1. From 1997 to 2016, overall medical marketing spending increased by over $12 billion dollars, with Direct-To-Consumer (DTC) marketing representing the largest category of increase.
2. U.S. Food and Drug Administration violation letters for misleading drug marketing decreased over the same period.
Evidence Rating Level: 2 (Good)
Study Rundown: The United States had the highest health care spending in the world at nearly 20% of the gross domestic product in 2016. To influence medication spending, medical marketers utilize a number of strategies geared towards both physicians and consumers, including direct-to-consumer (DTC) marketing. Over the past eighteen years, medical marketing spending has increased by over $12 billion, with DTC advertising increasing by nearly $5 billion, the most compared to other marketing strategies. Additionally, pharmaceutical companies paid physicians nearly one billion dollars for things including but not limited to speaking fees and meals. Despite the increases in marketing expenses, the U.S. Food and Drug Administration violation letters for misleading drug marketing decreased over the same period.
Increases in medical marketing spending may reflect rapid medical advances turning life-threatening diseases into chronic illnesses, but the shift in marketing strategies highlight differences in the relationships between physicians, consumers, pharmaceutical companies, and health care systems. Physicians will likely need to be increasingly more cautious when interpreting marketing information brought to them by patients, as many ads leave out quantitative data, minimize adverse effects, or suggest other nondrug therapies with little evidence supporting them.
Click to read the study in JAMA
Relevant Reading: Health care spending in the United States and other high-income countries
In-Depth [cross-sectional study]: Medical marketing spending was reviewed from 1997 through 2016 and included: DTC prescription drug monitoring, disease awareness campaigns, health services, laboratory tests, and professional medical marketing for prescription drugs. Overall spending from 1997 to 2016 increased $12.2 billion dollars, with the largest proportion of spending allotted for marketing to medical professionals (68% of total spending). During this timeframe, DTC prescription drug marketing spending increased $4.7 billion dollars, and the largest spending increase was for drugs related to diabetes/endocrine diseases ($703 million) and dermatology conditions ($538 million). DTC prescription drug marketing spending declined for medications related to allergies (decrease of $272 million) and cholesterol (decrease of $90 million). DTC advertising for health services was made up in large part by hospitals, dental centers, and cancer care systems, accounting for a large proportion of DTC health services advertising, with the largest increase from cancer centers with $18 million dollars of spending in 1997 to $200 million in 2016.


*ASSIGNMENT:* Write the records out again, keeping each line exactly as it is.

*SUPPLIED DATA:*
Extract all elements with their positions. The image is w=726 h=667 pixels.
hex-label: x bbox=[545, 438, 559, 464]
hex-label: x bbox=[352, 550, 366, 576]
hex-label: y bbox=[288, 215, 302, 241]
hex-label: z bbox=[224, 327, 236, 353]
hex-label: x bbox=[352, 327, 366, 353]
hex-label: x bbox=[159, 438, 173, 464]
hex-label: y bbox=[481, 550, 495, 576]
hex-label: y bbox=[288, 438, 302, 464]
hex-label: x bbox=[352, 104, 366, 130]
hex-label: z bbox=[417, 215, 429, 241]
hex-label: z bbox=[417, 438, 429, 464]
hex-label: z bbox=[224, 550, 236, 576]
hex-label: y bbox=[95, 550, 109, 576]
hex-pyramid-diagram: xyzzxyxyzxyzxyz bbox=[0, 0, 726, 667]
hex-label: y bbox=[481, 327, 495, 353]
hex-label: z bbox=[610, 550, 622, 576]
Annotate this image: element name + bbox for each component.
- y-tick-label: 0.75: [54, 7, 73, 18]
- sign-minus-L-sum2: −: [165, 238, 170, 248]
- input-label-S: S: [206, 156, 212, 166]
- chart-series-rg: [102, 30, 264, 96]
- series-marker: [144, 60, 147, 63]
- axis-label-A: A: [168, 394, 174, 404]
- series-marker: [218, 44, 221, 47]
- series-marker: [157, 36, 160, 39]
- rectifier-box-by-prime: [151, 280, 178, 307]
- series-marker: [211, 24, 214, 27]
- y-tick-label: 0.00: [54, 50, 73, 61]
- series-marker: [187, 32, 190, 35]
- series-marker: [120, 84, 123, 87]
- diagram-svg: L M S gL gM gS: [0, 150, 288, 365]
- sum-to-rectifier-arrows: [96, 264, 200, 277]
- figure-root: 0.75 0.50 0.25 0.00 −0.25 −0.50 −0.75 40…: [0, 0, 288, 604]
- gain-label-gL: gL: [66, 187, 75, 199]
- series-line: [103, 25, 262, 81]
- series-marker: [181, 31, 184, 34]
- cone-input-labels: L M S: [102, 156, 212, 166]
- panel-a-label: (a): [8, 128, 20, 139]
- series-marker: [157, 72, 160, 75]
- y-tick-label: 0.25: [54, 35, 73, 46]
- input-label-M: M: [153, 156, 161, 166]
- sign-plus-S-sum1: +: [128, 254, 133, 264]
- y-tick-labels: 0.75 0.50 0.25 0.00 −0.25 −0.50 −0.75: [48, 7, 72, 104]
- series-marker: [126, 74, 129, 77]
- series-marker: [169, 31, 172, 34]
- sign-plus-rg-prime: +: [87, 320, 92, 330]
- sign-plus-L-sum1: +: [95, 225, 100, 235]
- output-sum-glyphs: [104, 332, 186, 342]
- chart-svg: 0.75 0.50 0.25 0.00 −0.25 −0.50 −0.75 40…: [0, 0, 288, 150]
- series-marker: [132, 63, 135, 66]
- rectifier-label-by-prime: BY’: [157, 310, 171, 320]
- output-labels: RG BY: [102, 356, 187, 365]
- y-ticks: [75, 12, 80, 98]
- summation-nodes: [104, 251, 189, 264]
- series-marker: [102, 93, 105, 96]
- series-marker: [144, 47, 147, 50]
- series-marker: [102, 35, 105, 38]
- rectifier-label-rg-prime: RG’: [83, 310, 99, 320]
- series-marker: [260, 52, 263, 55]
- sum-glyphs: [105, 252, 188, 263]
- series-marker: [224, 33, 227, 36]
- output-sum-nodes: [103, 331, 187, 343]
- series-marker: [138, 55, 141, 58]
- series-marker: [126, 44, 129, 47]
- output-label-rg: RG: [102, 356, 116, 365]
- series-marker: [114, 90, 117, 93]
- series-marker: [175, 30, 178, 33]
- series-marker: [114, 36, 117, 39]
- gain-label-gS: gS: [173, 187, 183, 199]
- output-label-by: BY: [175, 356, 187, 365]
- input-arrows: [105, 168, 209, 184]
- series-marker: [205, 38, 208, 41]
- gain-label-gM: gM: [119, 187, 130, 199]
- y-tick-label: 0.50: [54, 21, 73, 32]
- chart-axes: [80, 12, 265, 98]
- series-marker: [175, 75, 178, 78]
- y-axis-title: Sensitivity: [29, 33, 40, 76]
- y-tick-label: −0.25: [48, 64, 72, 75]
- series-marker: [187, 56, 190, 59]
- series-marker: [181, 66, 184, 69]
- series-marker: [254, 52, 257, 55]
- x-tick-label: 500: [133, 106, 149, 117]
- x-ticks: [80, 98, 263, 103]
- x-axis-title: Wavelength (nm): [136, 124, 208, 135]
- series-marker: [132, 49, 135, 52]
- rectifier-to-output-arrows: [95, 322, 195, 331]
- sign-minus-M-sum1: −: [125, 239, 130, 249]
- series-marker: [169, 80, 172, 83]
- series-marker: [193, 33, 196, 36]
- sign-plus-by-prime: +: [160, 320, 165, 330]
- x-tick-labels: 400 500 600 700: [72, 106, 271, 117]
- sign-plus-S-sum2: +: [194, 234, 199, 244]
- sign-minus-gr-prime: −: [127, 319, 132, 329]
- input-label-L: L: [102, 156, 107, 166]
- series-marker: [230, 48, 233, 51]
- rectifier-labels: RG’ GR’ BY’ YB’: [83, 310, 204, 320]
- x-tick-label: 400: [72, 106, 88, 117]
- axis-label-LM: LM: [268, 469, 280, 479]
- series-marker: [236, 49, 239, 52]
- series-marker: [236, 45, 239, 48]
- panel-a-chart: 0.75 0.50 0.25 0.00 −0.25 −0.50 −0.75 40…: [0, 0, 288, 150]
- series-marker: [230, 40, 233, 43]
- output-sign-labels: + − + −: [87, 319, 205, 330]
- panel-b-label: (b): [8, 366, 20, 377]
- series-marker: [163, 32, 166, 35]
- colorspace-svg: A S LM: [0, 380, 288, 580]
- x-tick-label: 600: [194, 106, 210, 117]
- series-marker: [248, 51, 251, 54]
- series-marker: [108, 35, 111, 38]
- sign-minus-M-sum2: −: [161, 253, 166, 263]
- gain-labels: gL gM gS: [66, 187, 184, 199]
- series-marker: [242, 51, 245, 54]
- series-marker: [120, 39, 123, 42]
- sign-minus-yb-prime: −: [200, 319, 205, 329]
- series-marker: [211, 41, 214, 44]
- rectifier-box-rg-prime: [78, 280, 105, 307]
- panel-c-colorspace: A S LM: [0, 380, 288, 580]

*EXERCISE RESPONSE:*
Extract all elements with their positions. The image is w=726 h=667 pixels.
hex-label: x bbox=[545, 438, 559, 464]
hex-label: x bbox=[352, 550, 366, 576]
hex-label: y bbox=[288, 215, 302, 241]
hex-label: z bbox=[224, 327, 236, 353]
hex-label: x bbox=[352, 327, 366, 353]
hex-label: x bbox=[159, 438, 173, 464]
hex-label: y bbox=[481, 550, 495, 576]
hex-label: y bbox=[288, 438, 302, 464]
hex-label: x bbox=[352, 104, 366, 130]
hex-label: z bbox=[417, 215, 429, 241]
hex-label: z bbox=[417, 438, 429, 464]
hex-label: z bbox=[224, 550, 236, 576]
hex-label: y bbox=[95, 550, 109, 576]
hex-pyramid-diagram: xyzzxyxyzxyzxyz bbox=[0, 0, 726, 667]
hex-label: y bbox=[481, 327, 495, 353]
hex-label: z bbox=[610, 550, 622, 576]
Annotate this image: element name + bbox for each component.
- y-tick-label: 0.75: [54, 7, 73, 18]
- sign-minus-L-sum2: −: [165, 238, 170, 248]
- input-label-S: S: [206, 156, 212, 166]
- chart-series-rg: [102, 30, 264, 96]
- series-marker: [144, 60, 147, 63]
- axis-label-A: A: [168, 394, 174, 404]
- series-marker: [218, 44, 221, 47]
- series-marker: [157, 36, 160, 39]
- rectifier-box-by-prime: [151, 280, 178, 307]
- series-marker: [211, 24, 214, 27]
- y-tick-label: 0.00: [54, 50, 73, 61]
- series-marker: [187, 32, 190, 35]
- series-marker: [120, 84, 123, 87]
- diagram-svg: L M S gL gM gS: [0, 150, 288, 365]
- sum-to-rectifier-arrows: [96, 264, 200, 277]
- figure-root: 0.75 0.50 0.25 0.00 −0.25 −0.50 −0.75 40…: [0, 0, 288, 604]
- gain-label-gL: gL: [66, 187, 75, 199]
- series-line: [103, 25, 262, 81]
- series-marker: [181, 31, 184, 34]
- cone-input-labels: L M S: [102, 156, 212, 166]
- panel-a-label: (a): [8, 128, 20, 139]
- series-marker: [157, 72, 160, 75]
- y-tick-label: 0.25: [54, 35, 73, 46]
- input-label-M: M: [153, 156, 161, 166]
- sign-plus-S-sum1: +: [128, 254, 133, 264]
- y-tick-labels: 0.75 0.50 0.25 0.00 −0.25 −0.50 −0.75: [48, 7, 72, 104]
- series-marker: [126, 74, 129, 77]
- series-marker: [169, 31, 172, 34]
- sign-plus-rg-prime: +: [87, 320, 92, 330]
- sign-plus-L-sum1: +: [95, 225, 100, 235]
- output-sum-glyphs: [104, 332, 186, 342]
- chart-svg: 0.75 0.50 0.25 0.00 −0.25 −0.50 −0.75 40…: [0, 0, 288, 150]
- series-marker: [132, 63, 135, 66]
- rectifier-label-by-prime: BY’: [157, 310, 171, 320]
- output-labels: RG BY: [102, 356, 187, 365]
- y-ticks: [75, 12, 80, 98]
- summation-nodes: [104, 251, 189, 264]
- series-marker: [102, 93, 105, 96]
- series-marker: [144, 47, 147, 50]
- series-marker: [102, 35, 105, 38]
- rectifier-label-rg-prime: RG’: [83, 310, 99, 320]
- series-marker: [260, 52, 263, 55]
- sum-glyphs: [105, 252, 188, 263]
- series-marker: [224, 33, 227, 36]
- output-sum-nodes: [103, 331, 187, 343]
- series-marker: [138, 55, 141, 58]
- series-marker: [126, 44, 129, 47]
- output-label-rg: RG: [102, 356, 116, 365]
- series-marker: [114, 90, 117, 93]
- series-marker: [175, 30, 178, 33]
- series-marker: [114, 36, 117, 39]
- gain-label-gS: gS: [173, 187, 183, 199]
- output-label-by: BY: [175, 356, 187, 365]
- input-arrows: [105, 168, 209, 184]
- series-marker: [205, 38, 208, 41]
- gain-label-gM: gM: [119, 187, 130, 199]
- y-tick-label: 0.50: [54, 21, 73, 32]
- chart-axes: [80, 12, 265, 98]
- series-marker: [175, 75, 178, 78]
- y-axis-title: Sensitivity: [29, 33, 40, 76]
- y-tick-label: −0.25: [48, 64, 72, 75]
- series-marker: [187, 56, 190, 59]
- series-marker: [181, 66, 184, 69]
- series-marker: [254, 52, 257, 55]
- x-tick-label: 500: [133, 106, 149, 117]
- x-ticks: [80, 98, 263, 103]
- x-axis-title: Wavelength (nm): [136, 124, 208, 135]
- series-marker: [132, 49, 135, 52]
- rectifier-to-output-arrows: [95, 322, 195, 331]
- sign-minus-M-sum1: −: [125, 239, 130, 249]
- series-marker: [169, 80, 172, 83]
- series-marker: [193, 33, 196, 36]
- sign-plus-by-prime: +: [160, 320, 165, 330]
- x-tick-labels: 400 500 600 700: [72, 106, 271, 117]
- sign-plus-S-sum2: +: [194, 234, 199, 244]
- sign-minus-gr-prime: −: [127, 319, 132, 329]
- input-label-L: L: [102, 156, 107, 166]
- series-marker: [230, 48, 233, 51]
- rectifier-labels: RG’ GR’ BY’ YB’: [83, 310, 204, 320]
- x-tick-label: 400: [72, 106, 88, 117]
- axis-label-LM: LM: [268, 469, 280, 479]
- series-marker: [236, 49, 239, 52]
- series-marker: [236, 45, 239, 48]
- panel-a-chart: 0.75 0.50 0.25 0.00 −0.25 −0.50 −0.75 40…: [0, 0, 288, 150]
- series-marker: [230, 40, 233, 43]
- output-sign-labels: + − + −: [87, 319, 205, 330]
- panel-b-label: (b): [8, 366, 20, 377]
- series-marker: [163, 32, 166, 35]
- colorspace-svg: A S LM: [0, 380, 288, 580]
- x-tick-label: 600: [194, 106, 210, 117]
- series-marker: [248, 51, 251, 54]
- series-marker: [108, 35, 111, 38]
- sign-minus-M-sum2: −: [161, 253, 166, 263]
- gain-labels: gL gM gS: [66, 187, 184, 199]
- series-marker: [242, 51, 245, 54]
- series-marker: [120, 39, 123, 42]
- sign-minus-yb-prime: −: [200, 319, 205, 329]
- series-marker: [211, 41, 214, 44]
- rectifier-box-rg-prime: [78, 280, 105, 307]
- panel-c-colorspace: A S LM: [0, 380, 288, 580]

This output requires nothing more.